Marblemount. Apparently, the administration was consolidating their housing, and since there were only two of us living in that house, and other larger houses had empty rooms, they moved me into a new house, with 5 other housemates. It's a lot of fun - we've done some communal dinners, and they just set up a slack line behind the house to practice our rope-walking skills. This Thursday, there was a volunteer appreciation event, and I got a t-shirt, canvas bag, and water bottle, plus a $50 gift certificate for the gift shop. We saw a pine marten on Monday, when we hiked up to Cascade pass - it was very cute. Meghan, one of my coworkers, got married last week, and we were all invited to the wedding (as well as around 300 other people). It was a nice wedding, with lots of good food afterwards.The main news, though, is that I lost my CD case, along with ten of my favorite CDs. I was biking back to the library, going around a bend (which I've since learned is called Dead Man's Curve), and saw a bump in the road ahead of me. In the past I've slowed down when I pass over it, but then I have to work extra hard to get up the following hill, so this time I tried to go around. Unfortunately, I made two errors in judgement. The first was, to avoid going into traffic, I went nearer to the edge of the road. The second was that I miscalculated exactly how wide the bump was, which meant that I ended out hitting it after all, and was going at full speed, near to the edge of the road, when I hit it. And, I was still going at full speed, near the edge of the road, when my CD case, resting in the basket mounted on the front of my bike, skipped once, twice, and out of the basket, off the side of the road. This wouldn't ordinarily have been that much of a problem - I would have just stopped, turned around, and retrieved the case. Unfortunately, at the time my case fell out, I was going over a bridge. Over a steep ravine. Filled with blackberry bushes.
Well, I wasn't just going to write the case off - those were ten of my favorite CD's, after all - so I started climbing down the side of the ravine, among the blackberry bushes, in my shorts and sandals. I didn't make much progress there, even when I crawled under the other side of the bridge, to try another angle of attack. At that point, I decided to bike back up the hill, and race down again, trying to simulate the CD case using a piece of bark and a stick, to figure out where exactly it would have gone. Based on my calculations, it should have been right in the middle of the thickest part of the thorn bushes. So, I went home - then came back, with jeans, boots, a thick jacket, pruning shears, binoculars, and a flashlight.
I began by carefully and meticulously picking my way through the sticker bushes, pulling thorns aside to look at the ground below. Beginning with the epicenter where I thought it should most likely be, I searched in ever-widening circles, based on increasingly unlikely projections of where it might have fallen ("Well, maybe it hit the guard rail, and fell straight down, then rolled back under the bridge. Well, maybe it caught a thermal and soared into that tree. Well, maybe an eagle caught it in its beak...") Not making any progress with that tactic, I grabbed my pruners, and proceeded to lay waste to the entire hillside, destroying with a furious vengeance every scrap of vegetation in sight, before picking through the twisted wreckage in search of the case. Still no sign. At that point it was getting dark, so I went home.
Then this morning, ready for another assault, I returned and spent another hour searching through the now dessicated remains of the once verdant hillside - again, without success. So, I started to head into Concrete - and immediately discovered that my ear-bud headphone had caught in my bike wheel and snapped off. And also, that I had a flat tire. I managed to hitchhike into town, and left the bike at the hardware store, where one of the workers promised that he'd fix it when he had some spare time (he installed a new tube for me, but apparently there were complications, and he'd had other customers waiting). The CD-case, filled with the ten best CDs I've ever purchased, remains unaccounted for.
I think, by this point, that it's clear to all of my readers what the obvious moral of this story is: pirate illegal music.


▸ Exercise goal
An exact, picture-free copy of the listing is required.

▸ Supplied information
──────────────────────────────
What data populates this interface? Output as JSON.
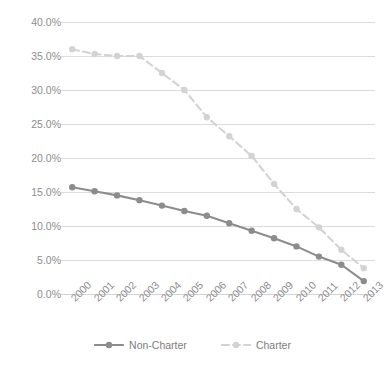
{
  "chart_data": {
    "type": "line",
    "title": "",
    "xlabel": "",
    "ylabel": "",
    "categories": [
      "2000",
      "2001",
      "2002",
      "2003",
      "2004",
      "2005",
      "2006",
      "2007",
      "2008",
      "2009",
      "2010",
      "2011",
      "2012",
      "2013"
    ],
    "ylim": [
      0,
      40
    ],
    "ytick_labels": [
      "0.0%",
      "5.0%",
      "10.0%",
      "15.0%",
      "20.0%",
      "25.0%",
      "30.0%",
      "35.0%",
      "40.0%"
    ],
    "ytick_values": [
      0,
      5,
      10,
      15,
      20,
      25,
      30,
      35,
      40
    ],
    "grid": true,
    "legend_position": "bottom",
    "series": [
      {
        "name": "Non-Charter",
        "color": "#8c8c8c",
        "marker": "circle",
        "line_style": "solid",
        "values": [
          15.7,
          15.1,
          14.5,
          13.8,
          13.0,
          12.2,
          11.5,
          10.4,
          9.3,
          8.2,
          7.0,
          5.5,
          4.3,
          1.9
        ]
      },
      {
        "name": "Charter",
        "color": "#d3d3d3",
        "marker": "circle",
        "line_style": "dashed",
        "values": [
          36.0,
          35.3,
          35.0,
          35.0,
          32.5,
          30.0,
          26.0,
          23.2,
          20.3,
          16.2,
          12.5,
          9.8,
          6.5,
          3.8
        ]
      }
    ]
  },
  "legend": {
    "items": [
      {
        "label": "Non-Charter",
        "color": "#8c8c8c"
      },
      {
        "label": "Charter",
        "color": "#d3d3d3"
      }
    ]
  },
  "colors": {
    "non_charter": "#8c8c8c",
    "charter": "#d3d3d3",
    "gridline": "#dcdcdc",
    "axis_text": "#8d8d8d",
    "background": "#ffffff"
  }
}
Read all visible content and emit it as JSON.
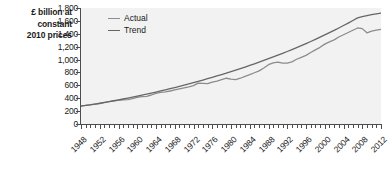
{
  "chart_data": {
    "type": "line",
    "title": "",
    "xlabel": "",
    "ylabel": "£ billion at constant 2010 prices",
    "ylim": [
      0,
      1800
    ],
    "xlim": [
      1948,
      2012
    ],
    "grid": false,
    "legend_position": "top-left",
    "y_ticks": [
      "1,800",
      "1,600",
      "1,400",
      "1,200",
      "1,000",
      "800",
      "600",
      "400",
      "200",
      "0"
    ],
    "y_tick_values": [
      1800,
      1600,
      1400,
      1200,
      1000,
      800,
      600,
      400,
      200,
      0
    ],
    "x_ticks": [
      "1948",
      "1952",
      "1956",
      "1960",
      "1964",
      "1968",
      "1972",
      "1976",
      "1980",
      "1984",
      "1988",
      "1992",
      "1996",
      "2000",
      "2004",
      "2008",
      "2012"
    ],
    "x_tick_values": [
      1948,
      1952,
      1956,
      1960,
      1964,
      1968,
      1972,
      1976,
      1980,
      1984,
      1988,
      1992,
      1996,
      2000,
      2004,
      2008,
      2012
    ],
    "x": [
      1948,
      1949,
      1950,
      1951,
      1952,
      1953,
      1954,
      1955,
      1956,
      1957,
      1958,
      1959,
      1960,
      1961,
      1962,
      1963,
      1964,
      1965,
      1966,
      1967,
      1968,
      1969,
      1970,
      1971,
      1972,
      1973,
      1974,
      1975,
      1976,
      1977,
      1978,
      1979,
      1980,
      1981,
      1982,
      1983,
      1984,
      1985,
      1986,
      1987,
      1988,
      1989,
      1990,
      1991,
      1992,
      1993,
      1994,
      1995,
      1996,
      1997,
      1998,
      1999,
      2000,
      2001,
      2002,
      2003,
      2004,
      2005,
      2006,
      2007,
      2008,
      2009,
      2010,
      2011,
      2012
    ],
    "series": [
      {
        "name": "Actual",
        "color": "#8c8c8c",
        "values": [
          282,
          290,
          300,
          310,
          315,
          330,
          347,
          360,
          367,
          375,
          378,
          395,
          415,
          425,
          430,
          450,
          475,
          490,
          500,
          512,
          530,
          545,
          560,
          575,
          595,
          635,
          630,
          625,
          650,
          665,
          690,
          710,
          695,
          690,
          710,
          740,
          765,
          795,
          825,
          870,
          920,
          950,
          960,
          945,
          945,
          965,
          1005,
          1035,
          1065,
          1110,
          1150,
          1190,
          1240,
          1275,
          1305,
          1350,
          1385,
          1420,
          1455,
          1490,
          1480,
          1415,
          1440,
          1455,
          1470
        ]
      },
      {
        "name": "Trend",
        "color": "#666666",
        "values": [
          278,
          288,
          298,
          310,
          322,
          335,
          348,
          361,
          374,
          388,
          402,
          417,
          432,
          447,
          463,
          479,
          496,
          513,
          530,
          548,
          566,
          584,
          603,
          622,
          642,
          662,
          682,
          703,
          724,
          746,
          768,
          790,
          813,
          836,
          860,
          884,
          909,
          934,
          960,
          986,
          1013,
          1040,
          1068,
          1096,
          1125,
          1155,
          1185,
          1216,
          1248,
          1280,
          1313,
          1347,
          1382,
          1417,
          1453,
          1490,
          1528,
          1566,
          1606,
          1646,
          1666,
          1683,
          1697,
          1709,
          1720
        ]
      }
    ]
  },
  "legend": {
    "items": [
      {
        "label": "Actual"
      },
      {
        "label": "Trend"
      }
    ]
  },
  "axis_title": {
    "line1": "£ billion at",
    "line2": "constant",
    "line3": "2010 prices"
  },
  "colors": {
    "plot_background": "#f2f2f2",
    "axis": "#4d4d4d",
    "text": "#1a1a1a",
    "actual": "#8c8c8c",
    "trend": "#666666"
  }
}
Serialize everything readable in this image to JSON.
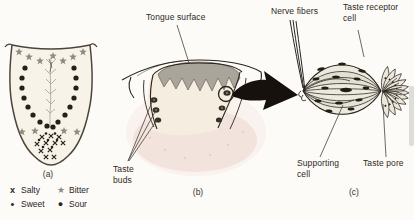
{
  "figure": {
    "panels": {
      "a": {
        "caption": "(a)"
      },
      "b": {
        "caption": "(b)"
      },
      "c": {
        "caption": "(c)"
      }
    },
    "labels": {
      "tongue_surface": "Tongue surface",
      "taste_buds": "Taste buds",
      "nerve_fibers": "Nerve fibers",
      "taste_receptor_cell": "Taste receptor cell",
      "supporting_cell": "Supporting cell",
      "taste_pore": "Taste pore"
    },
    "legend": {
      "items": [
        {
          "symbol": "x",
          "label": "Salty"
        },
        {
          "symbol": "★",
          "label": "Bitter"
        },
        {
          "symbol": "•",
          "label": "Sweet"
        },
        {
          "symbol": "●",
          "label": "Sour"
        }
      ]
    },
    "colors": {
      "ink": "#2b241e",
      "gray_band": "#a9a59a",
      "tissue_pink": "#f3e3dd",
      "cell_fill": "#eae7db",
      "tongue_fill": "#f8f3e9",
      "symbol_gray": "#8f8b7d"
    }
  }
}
──────────────────────────────
▸ Result of this task
What data populates this interface? Output as JSON.
{
  "chart_data": {
    "type": "line",
    "title": "",
    "xlabel": "",
    "ylabel": "",
    "categories": [
      "2000",
      "2001",
      "2002",
      "2003",
      "2004",
      "2005",
      "2006",
      "2007",
      "2008",
      "2009",
      "2010",
      "2011",
      "2012",
      "2013"
    ],
    "ylim": [
      0,
      40
    ],
    "ytick_labels": [
      "0.0%",
      "5.0%",
      "10.0%",
      "15.0%",
      "20.0%",
      "25.0%",
      "30.0%",
      "35.0%",
      "40.0%"
    ],
    "ytick_values": [
      0,
      5,
      10,
      15,
      20,
      25,
      30,
      35,
      40
    ],
    "grid": true,
    "legend_position": "bottom",
    "series": [
      {
        "name": "Non-Charter",
        "color": "#8c8c8c",
        "marker": "circle",
        "line_style": "solid",
        "values": [
          15.7,
          15.1,
          14.5,
          13.8,
          13.0,
          12.2,
          11.5,
          10.4,
          9.3,
          8.2,
          7.0,
          5.5,
          4.3,
          1.9
        ]
      },
      {
        "name": "Charter",
        "color": "#d3d3d3",
        "marker": "circle",
        "line_style": "dashed",
        "values": [
          36.0,
          35.3,
          35.0,
          35.0,
          32.5,
          30.0,
          26.0,
          23.2,
          20.3,
          16.2,
          12.5,
          9.8,
          6.5,
          3.8
        ]
      }
    ]
  },
  "legend": {
    "items": [
      {
        "label": "Non-Charter",
        "color": "#8c8c8c"
      },
      {
        "label": "Charter",
        "color": "#d3d3d3"
      }
    ]
  },
  "colors": {
    "non_charter": "#8c8c8c",
    "charter": "#d3d3d3",
    "gridline": "#dcdcdc",
    "axis_text": "#8d8d8d",
    "background": "#ffffff"
  }
}
Read all visible content and emit it as JSON.
{
  "chart_data": {
    "type": "line",
    "title": "",
    "xlabel": "",
    "ylabel": "£ billion at constant 2010 prices",
    "ylim": [
      0,
      1800
    ],
    "xlim": [
      1948,
      2012
    ],
    "grid": false,
    "legend_position": "top-left",
    "y_ticks": [
      "1,800",
      "1,600",
      "1,400",
      "1,200",
      "1,000",
      "800",
      "600",
      "400",
      "200",
      "0"
    ],
    "y_tick_values": [
      1800,
      1600,
      1400,
      1200,
      1000,
      800,
      600,
      400,
      200,
      0
    ],
    "x_ticks": [
      "1948",
      "1952",
      "1956",
      "1960",
      "1964",
      "1968",
      "1972",
      "1976",
      "1980",
      "1984",
      "1988",
      "1992",
      "1996",
      "2000",
      "2004",
      "2008",
      "2012"
    ],
    "x_tick_values": [
      1948,
      1952,
      1956,
      1960,
      1964,
      1968,
      1972,
      1976,
      1980,
      1984,
      1988,
      1992,
      1996,
      2000,
      2004,
      2008,
      2012
    ],
    "x": [
      1948,
      1949,
      1950,
      1951,
      1952,
      1953,
      1954,
      1955,
      1956,
      1957,
      1958,
      1959,
      1960,
      1961,
      1962,
      1963,
      1964,
      1965,
      1966,
      1967,
      1968,
      1969,
      1970,
      1971,
      1972,
      1973,
      1974,
      1975,
      1976,
      1977,
      1978,
      1979,
      1980,
      1981,
      1982,
      1983,
      1984,
      1985,
      1986,
      1987,
      1988,
      1989,
      1990,
      1991,
      1992,
      1993,
      1994,
      1995,
      1996,
      1997,
      1998,
      1999,
      2000,
      2001,
      2002,
      2003,
      2004,
      2005,
      2006,
      2007,
      2008,
      2009,
      2010,
      2011,
      2012
    ],
    "series": [
      {
        "name": "Actual",
        "color": "#8c8c8c",
        "values": [
          282,
          290,
          300,
          310,
          315,
          330,
          347,
          360,
          367,
          375,
          378,
          395,
          415,
          425,
          430,
          450,
          475,
          490,
          500,
          512,
          530,
          545,
          560,
          575,
          595,
          635,
          630,
          625,
          650,
          665,
          690,
          710,
          695,
          690,
          710,
          740,
          765,
          795,
          825,
          870,
          920,
          950,
          960,
          945,
          945,
          965,
          1005,
          1035,
          1065,
          1110,
          1150,
          1190,
          1240,
          1275,
          1305,
          1350,
          1385,
          1420,
          1455,
          1490,
          1480,
          1415,
          1440,
          1455,
          1470
        ]
      },
      {
        "name": "Trend",
        "color": "#666666",
        "values": [
          278,
          288,
          298,
          310,
          322,
          335,
          348,
          361,
          374,
          388,
          402,
          417,
          432,
          447,
          463,
          479,
          496,
          513,
          530,
          548,
          566,
          584,
          603,
          622,
          642,
          662,
          682,
          703,
          724,
          746,
          768,
          790,
          813,
          836,
          860,
          884,
          909,
          934,
          960,
          986,
          1013,
          1040,
          1068,
          1096,
          1125,
          1155,
          1185,
          1216,
          1248,
          1280,
          1313,
          1347,
          1382,
          1417,
          1453,
          1490,
          1528,
          1566,
          1606,
          1646,
          1666,
          1683,
          1697,
          1709,
          1720
        ]
      }
    ]
  },
  "legend": {
    "items": [
      {
        "label": "Actual"
      },
      {
        "label": "Trend"
      }
    ]
  },
  "axis_title": {
    "line1": "£ billion at",
    "line2": "constant",
    "line3": "2010 prices"
  },
  "colors": {
    "plot_background": "#f2f2f2",
    "axis": "#4d4d4d",
    "text": "#1a1a1a",
    "actual": "#8c8c8c",
    "trend": "#666666"
  }
}
Serialize everything readable in this image to JSON.
{
  "figure": {
    "panels": {
      "a": {
        "caption": "(a)"
      },
      "b": {
        "caption": "(b)"
      },
      "c": {
        "caption": "(c)"
      }
    },
    "labels": {
      "tongue_surface": "Tongue surface",
      "taste_buds": "Taste buds",
      "nerve_fibers": "Nerve fibers",
      "taste_receptor_cell": "Taste receptor cell",
      "supporting_cell": "Supporting cell",
      "taste_pore": "Taste pore"
    },
    "legend": {
      "items": [
        {
          "symbol": "x",
          "label": "Salty"
        },
        {
          "symbol": "★",
          "label": "Bitter"
        },
        {
          "symbol": "•",
          "label": "Sweet"
        },
        {
          "symbol": "●",
          "label": "Sour"
        }
      ]
    },
    "colors": {
      "ink": "#2b241e",
      "gray_band": "#a9a59a",
      "tissue_pink": "#f3e3dd",
      "cell_fill": "#eae7db",
      "tongue_fill": "#f8f3e9",
      "symbol_gray": "#8f8b7d"
    }
  }
}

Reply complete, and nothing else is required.